The pros and cons, and there are equal servings of both, of living in the middle of nowhere. Brian Fey, who moved into the depths of a Mexican forest almost ten years ago, outlines the ups and downs of the experience.
I will never run out of work or projects. There is a lot of land. I can make art, reproduce plants, and implement any vision I have energy for.
Some food for thought. The pace of US economic recovery, which has been relatively tentative to date (go read about QE3), may depend a lot on the purchasing intentions of Millennials, or Generation Y, people born between 1980 and 2000, give or take, who so far seem to be showing little interest in making big purchases, such as cars and houses.
All of these strategies share a few key assumptions: that demand for cars within the Millennial generation is just waiting to be unlocked; that as the economy slowly recovers, today’s young people will eventually want to buy cars as much as their parents and grandparents did; that a finer-tuned appeal to Millennial values can coax them into dealerships. Perhaps. But what if these assumptions are simply wrong? What if Millennials’ aversion to car-buying isn’t a temporary side effect of the recession, but part of a permanent generational shift in tastes and spending habits? It’s a question that applies not only to cars, but to several other traditional categories of big spending – most notably, housing. And its answer has large implications for the future shape of the economy – and for the speed of recovery.
If smartphones have have effectively shrunk the size of computers, and I’m thinking of the desktop devices of say ten years ago, then it’s time we considered applying the same proportions to our homes. And it’s not as if people are struggling to live reasonably comfortably in spaces that are the size of the average garden shed either…
Creative professionals reminisce about the dwellings – which range from caravans to farmhouses – where they spent their childhood.
I had been away from this state for over 20 years, and it took a great deal of courage to make the trip from Yosemite to visit 50 Villa Street. I tried not to think of what it might look like. Unbidden, images of decay arose, or perhaps an apartment building standing where I used to play.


[Exercise description]
For every entry that follows, return an identical copy.

Content starts

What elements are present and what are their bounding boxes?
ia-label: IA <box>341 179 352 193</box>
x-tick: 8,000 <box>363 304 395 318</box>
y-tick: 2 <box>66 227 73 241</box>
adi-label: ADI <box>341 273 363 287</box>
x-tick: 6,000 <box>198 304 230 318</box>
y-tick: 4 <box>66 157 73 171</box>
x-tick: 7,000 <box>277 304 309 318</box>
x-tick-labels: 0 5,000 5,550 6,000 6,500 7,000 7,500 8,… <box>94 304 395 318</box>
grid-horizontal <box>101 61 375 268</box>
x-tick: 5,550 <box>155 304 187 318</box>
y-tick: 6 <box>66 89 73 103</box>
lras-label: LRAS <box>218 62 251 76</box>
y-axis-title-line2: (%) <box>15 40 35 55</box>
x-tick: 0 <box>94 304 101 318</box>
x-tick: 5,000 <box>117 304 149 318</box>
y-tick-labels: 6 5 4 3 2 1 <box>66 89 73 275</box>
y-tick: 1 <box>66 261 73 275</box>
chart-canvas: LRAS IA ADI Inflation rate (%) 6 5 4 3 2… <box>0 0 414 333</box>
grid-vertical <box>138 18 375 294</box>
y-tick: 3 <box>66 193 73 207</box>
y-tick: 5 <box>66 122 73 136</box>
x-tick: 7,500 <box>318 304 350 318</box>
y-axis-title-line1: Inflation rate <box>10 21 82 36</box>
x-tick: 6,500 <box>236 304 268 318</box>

Content ends

[Output of the task]
What elements are present and what are their bounding boxes?
ia-label: IA <box>341 179 352 193</box>
x-tick: 8,000 <box>363 304 395 318</box>
y-tick: 2 <box>66 227 73 241</box>
adi-label: ADI <box>341 273 363 287</box>
x-tick: 6,000 <box>198 304 230 318</box>
y-tick: 4 <box>66 157 73 171</box>
x-tick: 7,000 <box>277 304 309 318</box>
x-tick-labels: 0 5,000 5,550 6,000 6,500 7,000 7,500 8,… <box>94 304 395 318</box>
grid-horizontal <box>101 61 375 268</box>
x-tick: 5,550 <box>155 304 187 318</box>
y-tick: 6 <box>66 89 73 103</box>
lras-label: LRAS <box>218 62 251 76</box>
y-axis-title-line2: (%) <box>15 40 35 55</box>
x-tick: 0 <box>94 304 101 318</box>
x-tick: 5,000 <box>117 304 149 318</box>
y-tick-labels: 6 5 4 3 2 1 <box>66 89 73 275</box>
y-tick: 1 <box>66 261 73 275</box>
chart-canvas: LRAS IA ADI Inflation rate (%) 6 5 4 3 2… <box>0 0 414 333</box>
grid-vertical <box>138 18 375 294</box>
y-tick: 3 <box>66 193 73 207</box>
y-tick: 5 <box>66 122 73 136</box>
x-tick: 7,500 <box>318 304 350 318</box>
y-axis-title-line1: Inflation rate <box>10 21 82 36</box>
x-tick: 6,500 <box>236 304 268 318</box>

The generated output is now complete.